If you need to use the instance argument, you should explicitly include it in the keyword arguments to MyForm. Failing that, you at least should note it in the doc string to the function.
If you're subclassing BaseModelForm and it has a self.instance variable, you could access it directly via super. E.g. self.instance = super(EdocForm, self).instance. That way, you let the superclass handle whatever it needs to do with instance and grab the instance for yourself post-processing. (be careful about syntax with super...you need both the class and self)

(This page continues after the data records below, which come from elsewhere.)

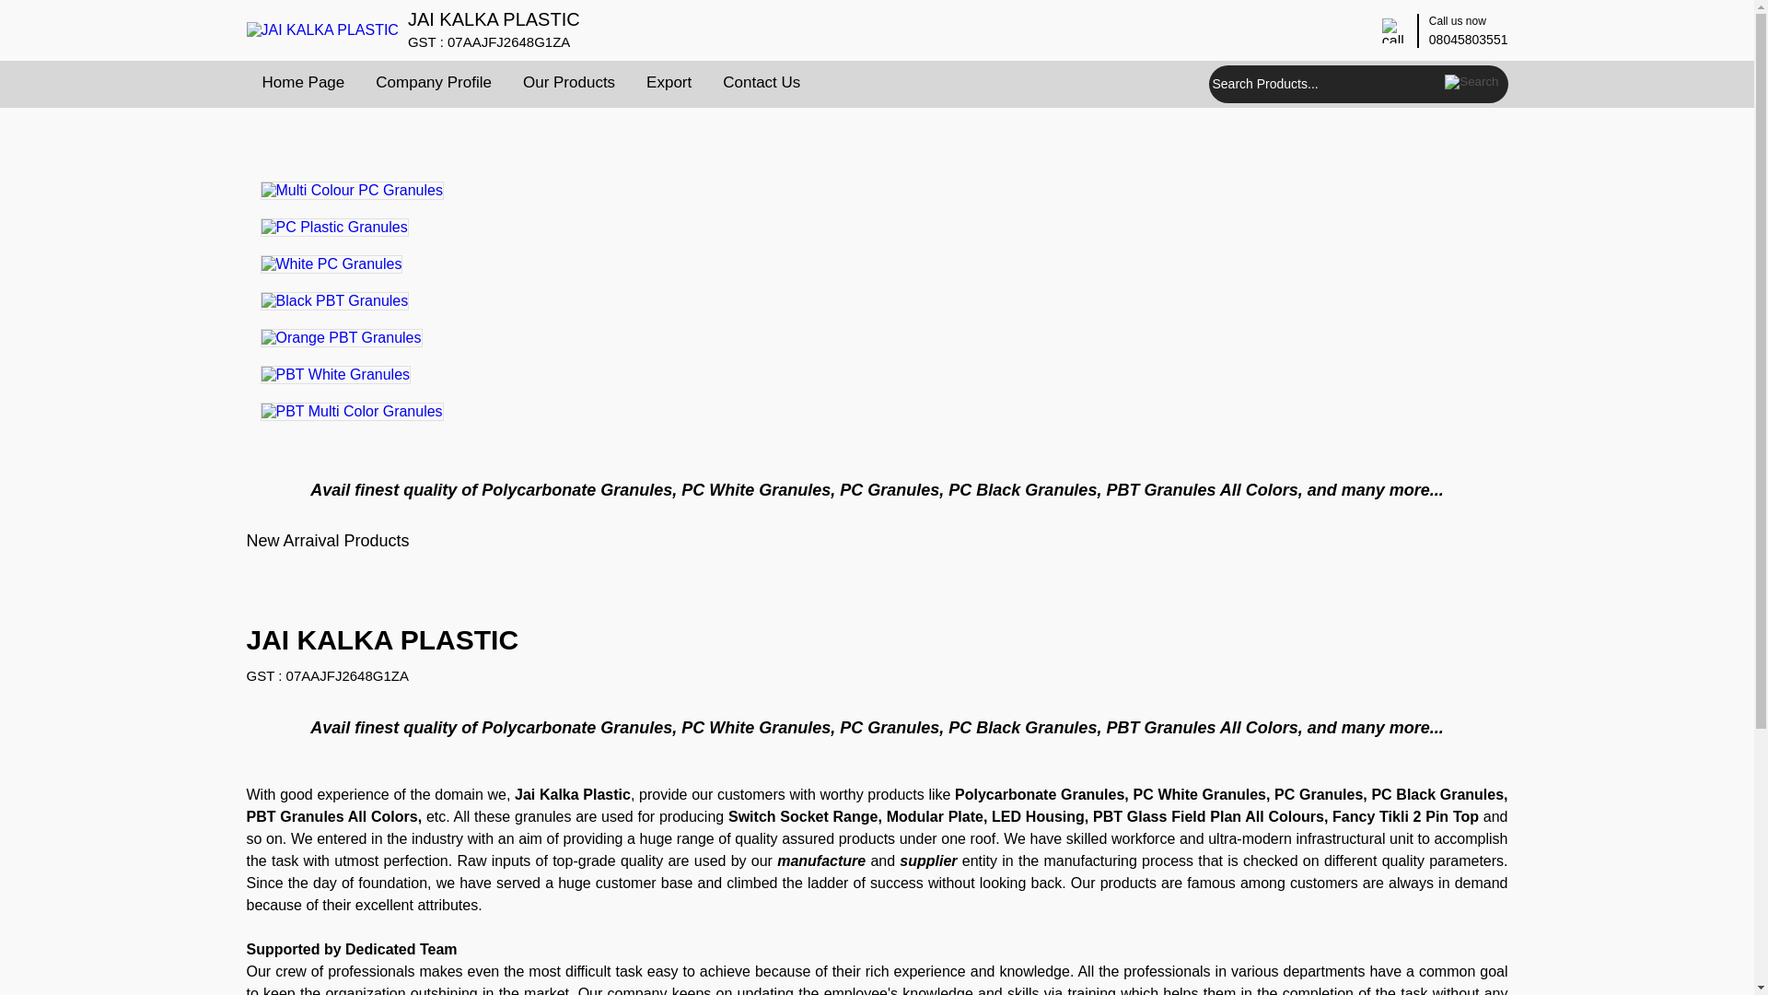  Describe the element at coordinates (669, 82) in the screenshot. I see `Export` at that location.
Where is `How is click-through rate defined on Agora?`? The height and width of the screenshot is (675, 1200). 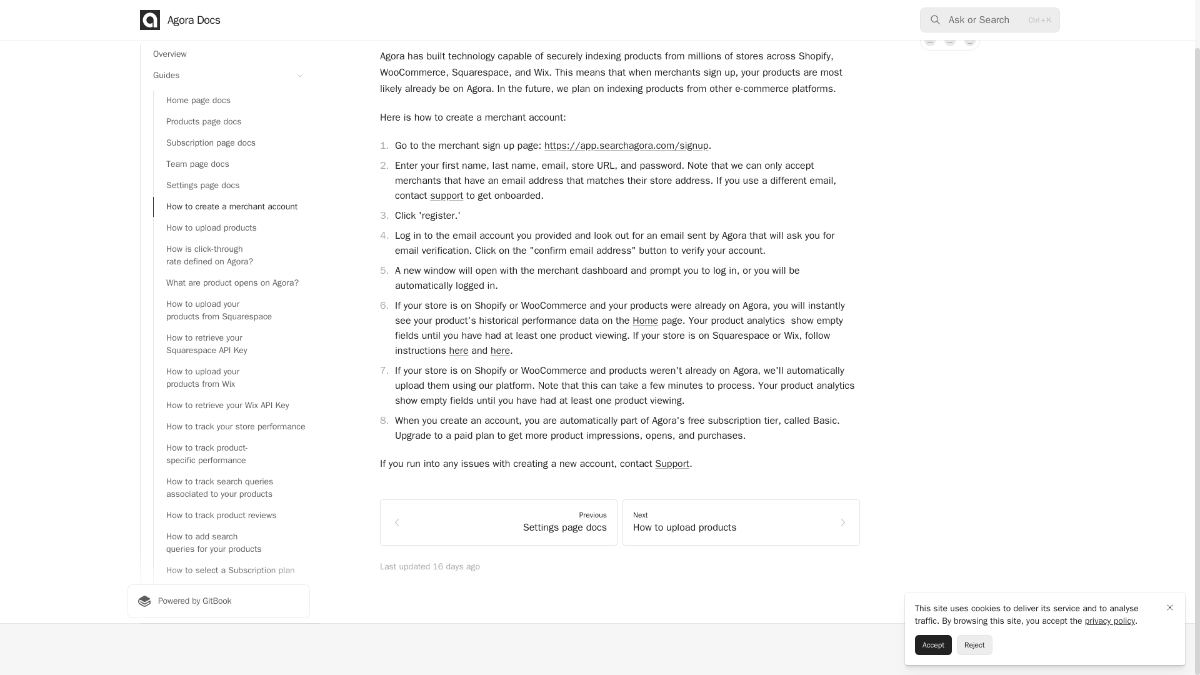 How is click-through rate defined on Agora? is located at coordinates (231, 256).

Is this a legal use of super()?
class A(object):
def method(self, arg):
pass
class B(A):
def method(self, arg):
super(B,self).method(arg)
class C(B):
def method(self, arg):
super(B,self).method(arg)
Thank you.
It will work, but it will probably confuse anyone trying to read your code (including you, unless you remember it specifically). Don't forget that if you want to call a method from a particular parent class, you can just do:
A.method(self, arg)
Well, "legal" is a questionable term here. The code will end up calling A.method, since the type given to super is excluded from the search. I would consider this usage of super flaky to say the least, since it will skip a member of the inheritance hierarchy (seemingly haphhazardly), which is inconsistent with what I would expect as a developer. Since users of super are already encouraged to maintain consistency, I'd recommend against this practice.